I raked the wet apple-leaves into the hen yard
where the young chickens prowled around the pile, suspicious of this new thing
until the boldest, the chestnut tinted Rhode Island Red
picked at a leaf, dropped it, lifted a minute bug,
stepped forward, followed by the other three
and then began their dance of foot forward and pulling back
head dipping for larvae and woodlice,
the hidden eggs of slugs and millipedes
forward, back, peck, muttering and singing to each other
until all the leaves were spread across the pen
as they had been over the lawn;
now each one examined and plucked clean,
a tablecloth of gold and brown covering the mud
churned now with manure, food for microbes
that will pick apart the fabric
and leave lacework skeletons and leaf mold
for worms to weave through their veiny tunnels in the soil—
the red hen and black, the tan and ochre
turning and turning the leaves, not attending
to the misty rain laying over us a beadwork like crystal.
Published in Cider Press Review, Volume 20, Issue 3.
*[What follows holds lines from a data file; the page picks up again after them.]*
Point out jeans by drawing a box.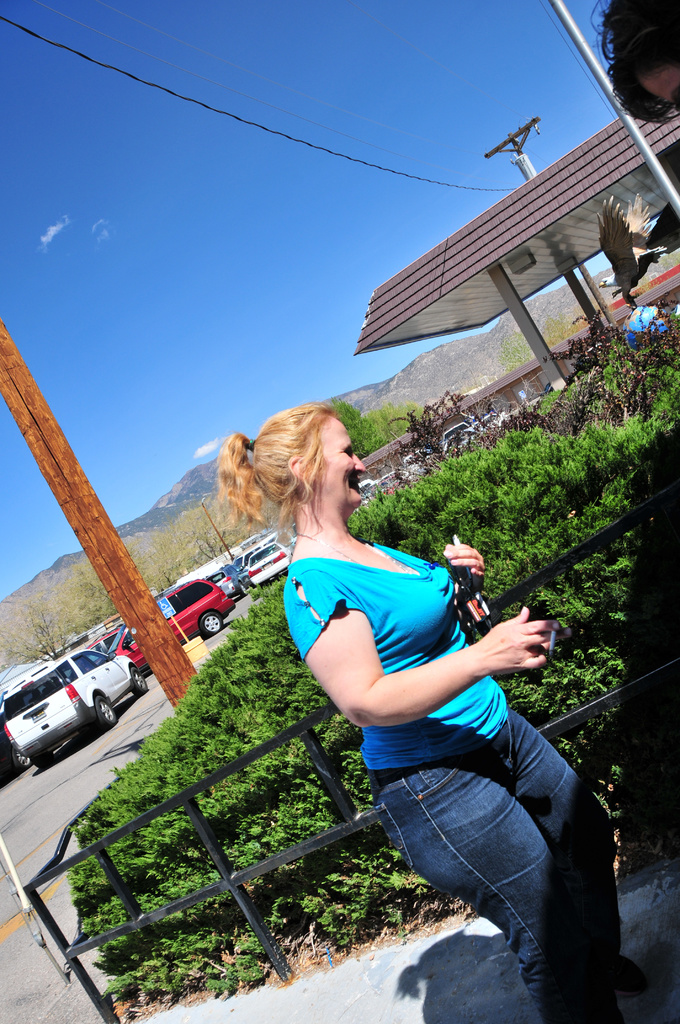
(left=366, top=709, right=617, bottom=1023).
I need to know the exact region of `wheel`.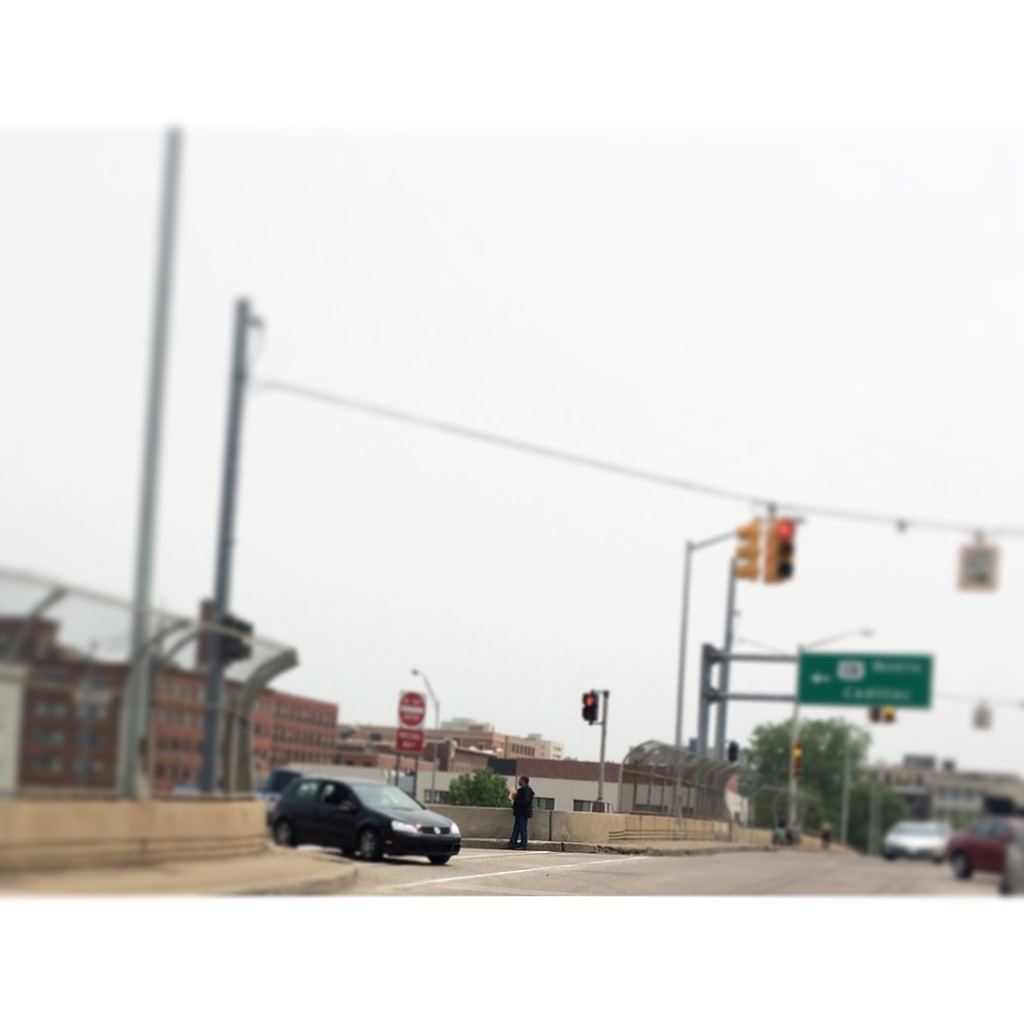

See all items about Sherry Rind
Sherry Rind is the author of four collections of poetry and editor of two books about Airedale terriers. She has received awards from the National Endowment for the Arts, Anhinga Press, Artist Trust, Seattle Arts Commission, and King County Arts Commission. Her poems have appeared recently in Cloudbank, Marathon Literary Review, Crosswinds, Weatherbeaten, Shark Reef Review, and others.